The Centers for Disease Control and Prevention (CDC) has identified that four weeks after being infected with Covid-19 is when post-COVID conditions can be first identified. A study that tested thousands of healthcare workers found that people who have been previously infected with Covid-19 are likely to be protected from reinfection for several months, but they could still carry the virus in their nose and throat and transmit it to others. Natural immunity may not offer much protection against variants of COVID other than the one you were infected with. If you were previously hospitalized with COVID and then received two mRNA vaccines, that combination of protection was 35% effective in preventing subsequent hospitalizations during the first omicron wave.
The bottom line is that contracting COVID gives you some natural immunity, but it doesn't mean you have complete and lasting protection. According to Dr. Allison Arwady, data has shown that most people infected with COVID are protected from the virus for about one to three months afterwards. For a long time, laboratory data suggest that a previous infection with the original omicron is not very protective against reinfection with the new mutants, although the true risk of being reinfected regardless of the variant is unique to each person and situation.

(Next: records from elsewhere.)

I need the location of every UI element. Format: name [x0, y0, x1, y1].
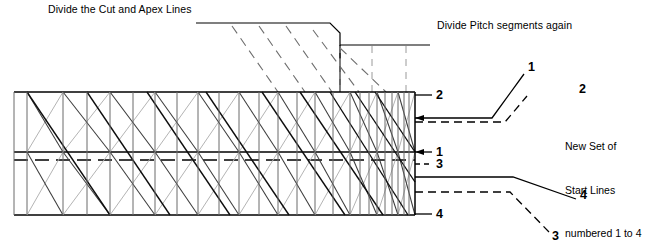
leader-callout-3: 3	[552, 229, 559, 243]
new-set-line-1: New Set of	[565, 139, 641, 154]
leader-callout-1: 1	[528, 60, 535, 74]
edge-callout-2: 2	[436, 88, 443, 102]
band-horizontal-rules	[14, 92, 415, 215]
ascending-faint-diagonals	[27, 92, 415, 215]
cut-apex-annotation: Divide the Cut and Apex Lines	[48, 3, 192, 16]
start-line-arrow-heads	[415, 115, 424, 155]
descending-diagonals	[27, 92, 415, 215]
leader-line-1	[415, 74, 524, 118]
leader-callout-4: 4	[580, 188, 587, 202]
pitch-leader-line	[340, 45, 430, 58]
diagram-root: Divide the Cut and Apex Lines Divide Pit…	[0, 0, 653, 247]
leader-callout-2: 2	[579, 82, 586, 96]
diagram-canvas	[0, 0, 653, 247]
edge-callout-3: 3	[436, 157, 443, 171]
new-set-line-2: Start Lines	[565, 183, 641, 198]
edge-callout-4: 4	[436, 207, 443, 221]
helix-long-diagonals	[27, 92, 415, 215]
leader-line-4	[415, 177, 576, 199]
upper-dashed-verticals	[340, 46, 406, 92]
pitch-annotation: Divide Pitch segments again	[437, 19, 572, 32]
cut-apex-leader-line	[196, 23, 340, 92]
upper-dashed-diagonals	[232, 26, 386, 92]
vertical-division-lines	[14, 92, 409, 215]
new-set-line-3: numbered 1 to 4	[565, 226, 641, 241]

If you contracted an earlier variant before the arrival of omicron, that meant you had an 84% lower risk of infection, which significantly reduced your risk of contracting COVID again, especially in the months immediately following the illness. Still, some people may get sicker when they become reinfected, for example, if someone is exposed to a much larger amount of virus than in the first infection or if a person's immunity against Covid has dropped significantly. CDC is working with several public health jurisdictions that are identifying reinfections to collect and analyze data. The same precautions used to prevent infection (masks, distancing, vaccinations, and more) work just as well to avoid reinfection.
Several studies have found that people who have been infected with COVID-19 continue to produce antibodies to the virus for seven or eight months after recovery, which is a good sign that immunity should last for a while. Whether people become reinfected depends on the strength of the immune response when they were exposed, as well as whether they were recently vaccinated.